The Mekhilta DeRabbi Yishmael preserves a precise legal discussion about the boundaries of Shabbat (the Sabbath) observance, rooted in the verse "Let each man sit in his place" (Exodus 16:29). The rabbis read this commandment with meticulous care, deriving from it two distinct spatial limits that would govern Jewish Sabbath life for centuries.

The first phrase, "Let each man sit in his place," was understood to establish a personal space of four cubits, roughly six feet. This became the minimum domain a person occupies on Shabbat, the zone within which certain activities are always permitted regardless of other restrictions. Four cubits is a person's basic allotment of space in Jewish law, appearing across many areas of halakhah (Jewish religious law).

The second phrase, "Let a man not go out of his place," was interpreted more broadly. The rabbis derived from it the techum Shabbat, the Sabbath boundary of two thousand cubits, approximately three thousand feet. Beyond this distance from one's place of residence, walking on Shabbat is forbidden. This limit shaped the geography of Jewish communities, influencing where synagogues were built and how far one could travel on the day of rest.

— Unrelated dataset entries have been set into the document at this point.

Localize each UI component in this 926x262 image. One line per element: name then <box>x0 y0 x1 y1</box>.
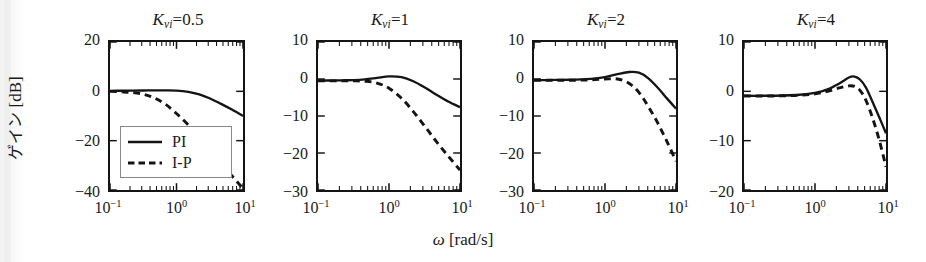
bode-magnitude-figure: ゲイン [dB] ω [rad/s] Kvi=0.5200−20−4010−11… <box>0 0 926 262</box>
panel-title-4: Kvi=4 <box>716 10 916 34</box>
x-tick-label: 101 <box>877 199 898 216</box>
panel-title-symbol: K <box>797 10 808 29</box>
panel-title-subscript: vi <box>808 18 817 30</box>
y-tick-label: 0 <box>686 83 734 99</box>
panel-title-value: 4 <box>827 10 836 29</box>
panel-4: Kvi=4100−10−2010−1100101 <box>0 0 926 262</box>
y-tick-marks <box>744 42 886 190</box>
x-tick-label: 100 <box>804 199 825 216</box>
y-tick-label: −10 <box>686 133 734 149</box>
plot-area-4 <box>744 42 886 190</box>
panel-title-equals: = <box>817 10 827 29</box>
series-pi-curve <box>744 76 886 133</box>
y-tick-label: −20 <box>686 184 734 200</box>
y-tick-label: 10 <box>686 32 734 48</box>
plot-canvas-4 <box>744 42 886 190</box>
x-tick-label: 10−1 <box>728 199 755 216</box>
plot-frame-4 <box>742 40 888 192</box>
series-ip-curve <box>744 86 886 167</box>
x-tick-marks <box>744 42 886 190</box>
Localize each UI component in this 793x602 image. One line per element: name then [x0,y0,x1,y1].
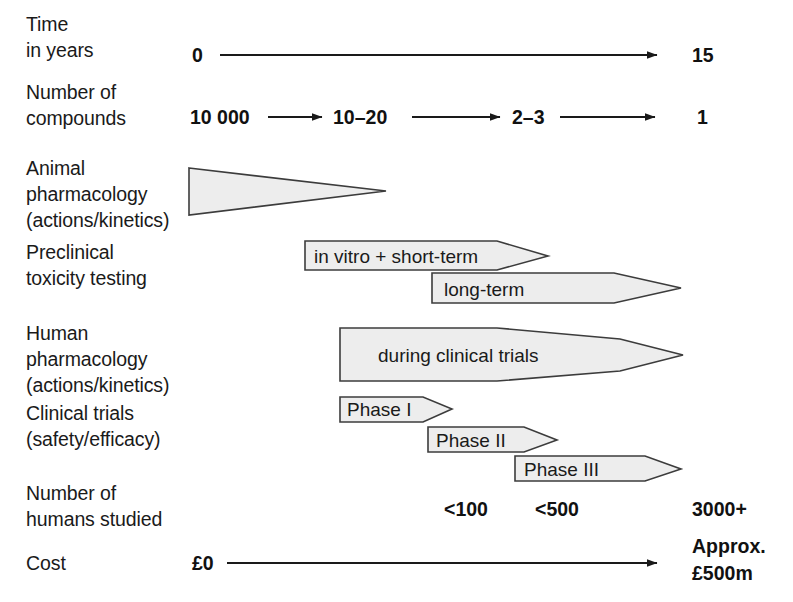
humans-studied-value-1: <100 [444,498,488,520]
row-label-time-line-2: in years [26,39,94,61]
humans-studied-value-2: <500 [535,498,579,520]
band-label-phase-iii: Phase III [524,459,599,480]
time-start-value: 0 [192,44,203,66]
cost-end-value-line-1: Approx. [692,535,766,557]
row-label-human-line-2: pharmacology [26,348,148,370]
row-label-compounds-line-2: compounds [26,107,126,129]
row-label-preclinical-line-2: toxicity testing [26,267,147,289]
row-label-time-line-1: Time [26,13,68,35]
band-animal-pharmacology-wedge [189,168,386,215]
row-preclinical-toxicity: Preclinical toxicity testing in vitro + … [26,241,681,303]
row-humans-studied: Number of humans studied <100 <500 3000+ [26,482,747,530]
humans-studied-value-3: 3000+ [692,498,747,520]
row-label-animal-line-2: pharmacology [26,183,148,205]
band-label-phase-i: Phase I [347,399,411,420]
row-cost: Cost £0 Approx. £500m [26,535,766,584]
cost-end-value-line-2: £500m [692,562,753,584]
row-label-human-line-1: Human [26,322,88,344]
row-number-of-compounds: Number of compounds 10 000 10–20 2–3 1 [26,81,708,129]
row-time-in-years: Time in years 0 15 [26,13,714,66]
compounds-value-4: 1 [697,106,708,128]
band-label-in-vitro-short-term: in vitro + short-term [314,246,478,267]
row-label-compounds-line-1: Number of [26,81,117,103]
drug-development-timeline-diagram: Time in years 0 15 Number of compounds 1… [0,0,793,602]
row-human-pharmacology: Human pharmacology (actions/kinetics) du… [26,322,683,396]
row-label-animal-line-3: (actions/kinetics) [26,209,169,231]
band-label-long-term: long-term [444,279,524,300]
row-label-humans-line-2: humans studied [26,508,162,530]
row-label-clinical-line-2: (safety/efficacy) [26,428,161,450]
cost-start-value: £0 [192,552,214,574]
row-label-cost: Cost [26,552,66,574]
compounds-value-2: 10–20 [333,106,387,128]
row-label-preclinical-line-1: Preclinical [26,241,114,263]
row-animal-pharmacology: Animal pharmacology (actions/kinetics) [26,157,386,231]
row-label-humans-line-1: Number of [26,482,117,504]
row-clinical-trials: Clinical trials (safety/efficacy) Phase … [26,397,681,481]
band-label-during-clinical-trials: during clinical trials [378,345,539,366]
row-label-clinical-line-1: Clinical trials [26,402,134,424]
row-label-animal-line-1: Animal [26,157,85,179]
row-label-human-line-3: (actions/kinetics) [26,374,169,396]
time-end-value: 15 [692,44,714,66]
compounds-value-3: 2–3 [512,106,545,128]
compounds-value-1: 10 000 [190,106,250,128]
band-label-phase-ii: Phase II [436,430,506,451]
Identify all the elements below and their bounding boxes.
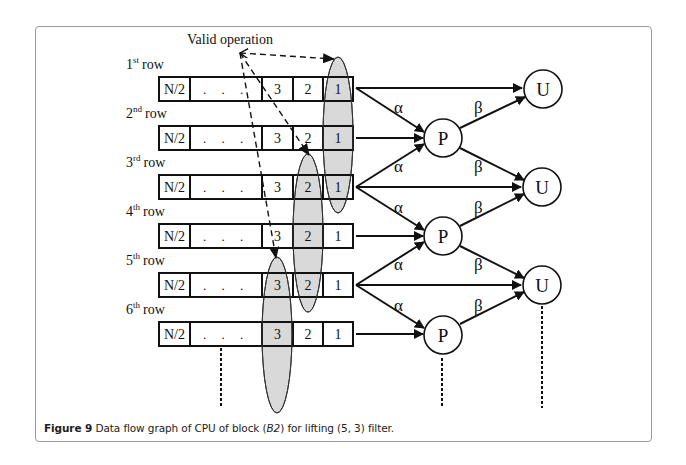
row-buffer: N/2. . .321 (159, 175, 353, 199)
annotation-valid-operation: Valid operation (187, 32, 273, 47)
buffer-cell-label: 3 (274, 327, 281, 342)
buffer-cell-label: . . . (203, 131, 249, 146)
row-label: 4throw (126, 202, 166, 219)
caption-block-name: B2 (267, 422, 281, 434)
row-label: 3rdrow (126, 153, 166, 170)
predict-node-label: P (438, 226, 449, 247)
predict-node-label: P (438, 325, 449, 346)
buffer-cell-label: . . . (203, 229, 249, 244)
row-buffer: N/2. . .321 (159, 322, 353, 346)
buffer-cell-label: 2 (305, 278, 312, 293)
figure-label: Figure 9 (44, 422, 92, 434)
buffer-cell-label: 2 (305, 327, 312, 342)
row-label: 2ndrow (126, 104, 168, 121)
buffer-cell-label: 1 (335, 82, 342, 97)
buffer-cell-label: N/2 (164, 278, 185, 293)
alpha-label: α (394, 296, 403, 315)
update-node-label: U (535, 177, 549, 198)
buffer-cell-label: 3 (274, 131, 281, 146)
row-buffer: N/2. . .321 (159, 77, 353, 101)
data-flow-graph: 1strowN/2. . .3212ndrowN/2. . .3213rdrow… (0, 0, 686, 465)
figure-caption: Figure 9 Data flow graph of CPU of block… (44, 422, 644, 434)
alpha-label: α (394, 198, 403, 217)
buffer-cell-label: 2 (305, 229, 312, 244)
beta-label: β (474, 157, 483, 176)
buffer-cell-label: 3 (274, 229, 281, 244)
beta-label: β (474, 296, 483, 315)
buffer-cell-label: 3 (274, 180, 281, 195)
row-label: 1strow (126, 55, 165, 72)
alpha-label: α (394, 98, 403, 117)
beta-label: β (474, 198, 483, 217)
buffer-cell-label: . . . (203, 327, 249, 342)
buffer-cell-label: . . . (203, 82, 249, 97)
buffer-cell-label: N/2 (164, 82, 185, 97)
beta-label: β (474, 255, 483, 274)
alpha-label: α (394, 255, 403, 274)
row-label: 5throw (126, 251, 166, 268)
buffer-cell-label: 1 (335, 229, 342, 244)
buffer-cell-label: 1 (335, 278, 342, 293)
buffer-cell-label: 1 (335, 180, 342, 195)
buffer-cell-label: 2 (305, 82, 312, 97)
buffer-cell-label: 3 (274, 278, 281, 293)
caption-text-post: ) for lifting (5, 3) filter. (280, 422, 394, 434)
buffer-cell-label: N/2 (164, 327, 185, 342)
alpha-label: α (394, 157, 403, 176)
buffer-cell-label: 2 (305, 180, 312, 195)
buffer-cell-label: . . . (203, 278, 249, 293)
row-buffer: N/2. . .321 (159, 224, 353, 248)
row-label: 6throw (126, 300, 166, 317)
predict-node-label: P (438, 128, 449, 149)
buffer-cell-label: N/2 (164, 131, 185, 146)
update-node-label: U (535, 275, 549, 296)
buffer-cell-label: 1 (335, 327, 342, 342)
caption-text-pre: Data flow graph of CPU of block ( (92, 422, 266, 434)
buffer-cell-label: N/2 (164, 180, 185, 195)
update-node-label: U (536, 79, 550, 100)
buffer-cell-label: 1 (335, 131, 342, 146)
buffer-cell-label: 3 (274, 82, 281, 97)
beta-label: β (474, 98, 483, 117)
row-buffer: N/2. . .321 (159, 273, 353, 297)
buffer-cell-label: . . . (203, 180, 249, 195)
buffer-cell-label: N/2 (164, 229, 185, 244)
buffer-cell-label: 2 (305, 131, 312, 146)
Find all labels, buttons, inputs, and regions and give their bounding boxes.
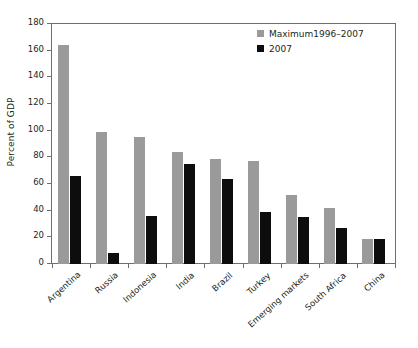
- chart-legend: Maximum1996–2007 2007: [257, 27, 397, 57]
- y-tick-label: 120: [28, 97, 44, 107]
- bar-maximum: [210, 159, 221, 264]
- bar-2007: [298, 217, 309, 264]
- x-axis-label: Indonesia: [121, 270, 158, 305]
- bar-group: [281, 24, 319, 264]
- bar-maximum: [248, 161, 259, 264]
- bar-maximum: [134, 137, 145, 264]
- y-tick-label: 60: [33, 177, 44, 187]
- bar-2007: [184, 164, 195, 264]
- bars-layer: [52, 24, 395, 264]
- bar-maximum: [58, 45, 69, 264]
- y-tick-label: 40: [33, 204, 44, 214]
- x-axis-label: Turkey: [245, 270, 272, 296]
- x-axis-label: China: [362, 270, 387, 294]
- bar-maximum: [362, 239, 373, 264]
- bar-maximum: [172, 152, 183, 264]
- bar-group: [166, 24, 204, 264]
- bar-group: [52, 24, 90, 264]
- bar-maximum: [286, 195, 297, 264]
- y-axis-ticks: 020406080100120140160180: [0, 23, 51, 264]
- bar-2007: [336, 228, 347, 264]
- bar-2007: [260, 212, 271, 264]
- bar-maximum: [96, 132, 107, 264]
- bar-group: [128, 24, 166, 264]
- legend-item-label: Maximum1996–2007: [269, 29, 364, 39]
- y-tick-label: 180: [28, 17, 44, 27]
- legend-item-maximum: Maximum1996–2007: [257, 27, 397, 40]
- x-axis-label: Brazil: [210, 270, 234, 293]
- bar-group: [204, 24, 242, 264]
- x-axis-labels: ArgentinaRussiaIndonesiaIndiaBrazilTurke…: [0, 264, 418, 348]
- y-tick-label: 100: [28, 124, 44, 134]
- y-tick-label: 140: [28, 70, 44, 80]
- y-tick-label: 20: [33, 230, 44, 240]
- legend-item-2007: 2007: [257, 42, 397, 55]
- bar-group: [90, 24, 128, 264]
- bar-2007: [374, 239, 385, 264]
- bar-2007: [222, 179, 233, 264]
- y-tick-label: 160: [28, 44, 44, 54]
- legend-item-label: 2007: [269, 44, 292, 54]
- x-axis-label: India: [174, 270, 196, 291]
- gray-swatch-icon: [257, 30, 264, 37]
- bar-group: [319, 24, 357, 264]
- bar-2007: [108, 253, 119, 264]
- bar-2007: [146, 216, 157, 264]
- black-swatch-icon: [257, 45, 264, 52]
- bar-group: [243, 24, 281, 264]
- x-axis-label: Argentina: [45, 270, 83, 305]
- bar-maximum: [324, 208, 335, 264]
- y-tick-label: 80: [33, 150, 44, 160]
- bar-group: [357, 24, 395, 264]
- bar-2007: [70, 176, 81, 264]
- x-axis-label: Russia: [93, 270, 120, 296]
- bar-chart-figure: Percent of GDP 020406080100120140160180 …: [0, 0, 418, 348]
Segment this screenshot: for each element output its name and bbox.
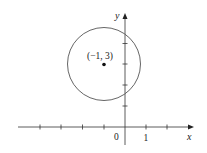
x-axis-arrow-icon xyxy=(188,125,194,130)
coordinate-diagram: (−1, 3) y x 0 1 xyxy=(0,0,207,153)
y-axis-label: y xyxy=(114,10,120,21)
origin-label: 0 xyxy=(114,132,119,142)
x-tick-label-1: 1 xyxy=(144,133,149,143)
y-axis-arrow-icon xyxy=(123,13,128,19)
center-point xyxy=(102,63,106,67)
x-axis-label: x xyxy=(186,131,192,142)
center-label: (−1, 3) xyxy=(87,51,113,62)
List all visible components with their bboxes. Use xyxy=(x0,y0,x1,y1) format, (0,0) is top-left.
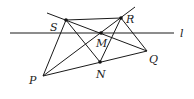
segment-s-r xyxy=(66,18,121,20)
label-q: Q xyxy=(149,53,158,66)
label-m: M xyxy=(95,37,108,50)
point-s xyxy=(64,18,68,22)
label-l: l xyxy=(180,27,184,40)
point-r xyxy=(119,16,123,20)
label-p: P xyxy=(28,74,37,87)
point-n xyxy=(98,60,102,64)
point-m xyxy=(99,31,103,35)
segment-p-q xyxy=(43,51,147,76)
label-n: N xyxy=(95,68,106,81)
geometry-diagram: S R M N P Q l xyxy=(0,0,194,99)
label-s: S xyxy=(50,21,58,34)
label-r: R xyxy=(125,13,134,26)
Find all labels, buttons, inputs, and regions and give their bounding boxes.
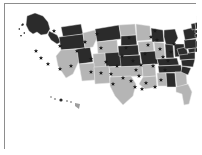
state-delaware[interactable] bbox=[195, 48, 197, 52]
state-new-mexico[interactable] bbox=[94, 66, 110, 84]
map-svg[interactable] bbox=[5, 4, 197, 150]
state-pennsylvania[interactable] bbox=[184, 39, 197, 49]
state-alabama[interactable] bbox=[166, 73, 176, 87]
state-minnesota[interactable] bbox=[136, 24, 151, 41]
state-iowa[interactable] bbox=[138, 41, 154, 52]
state-north-dakota[interactable] bbox=[119, 24, 136, 36]
state-indiana[interactable] bbox=[165, 44, 174, 58]
state-wyoming[interactable] bbox=[97, 40, 118, 54]
state-nebraska[interactable] bbox=[118, 45, 139, 56]
state-oregon[interactable] bbox=[59, 34, 85, 50]
us-choropleth-map[interactable] bbox=[5, 4, 197, 150]
state-north-carolina[interactable] bbox=[181, 59, 195, 67]
state-massachusetts[interactable] bbox=[195, 30, 197, 33]
figure-frame bbox=[4, 3, 196, 149]
state-kansas[interactable] bbox=[120, 55, 141, 67]
state-nevada[interactable] bbox=[77, 47, 93, 64]
state-maryland[interactable] bbox=[188, 48, 195, 53]
state-new-jersey[interactable] bbox=[196, 41, 197, 47]
state-arizona[interactable] bbox=[79, 63, 95, 81]
state-connecticut[interactable] bbox=[195, 34, 197, 37]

The Mekhilta then asks a natural question: how do we know that the Israelites actually accepted these restrictions? The answer comes from the very next verse (Exodus 16:30): "And the people rested on the seventh day." Their compliance is not merely assumed. Scripture itself testifies that when God established the spatial limits of Shabbat rest, Israel heard, understood, and obeyed. The people's willing acceptance of these boundaries became the foundation for the elaborate Shabbat laws that the rabbis would later codify in the Mishnah (the earliest code of rabbinic law) and Talmud.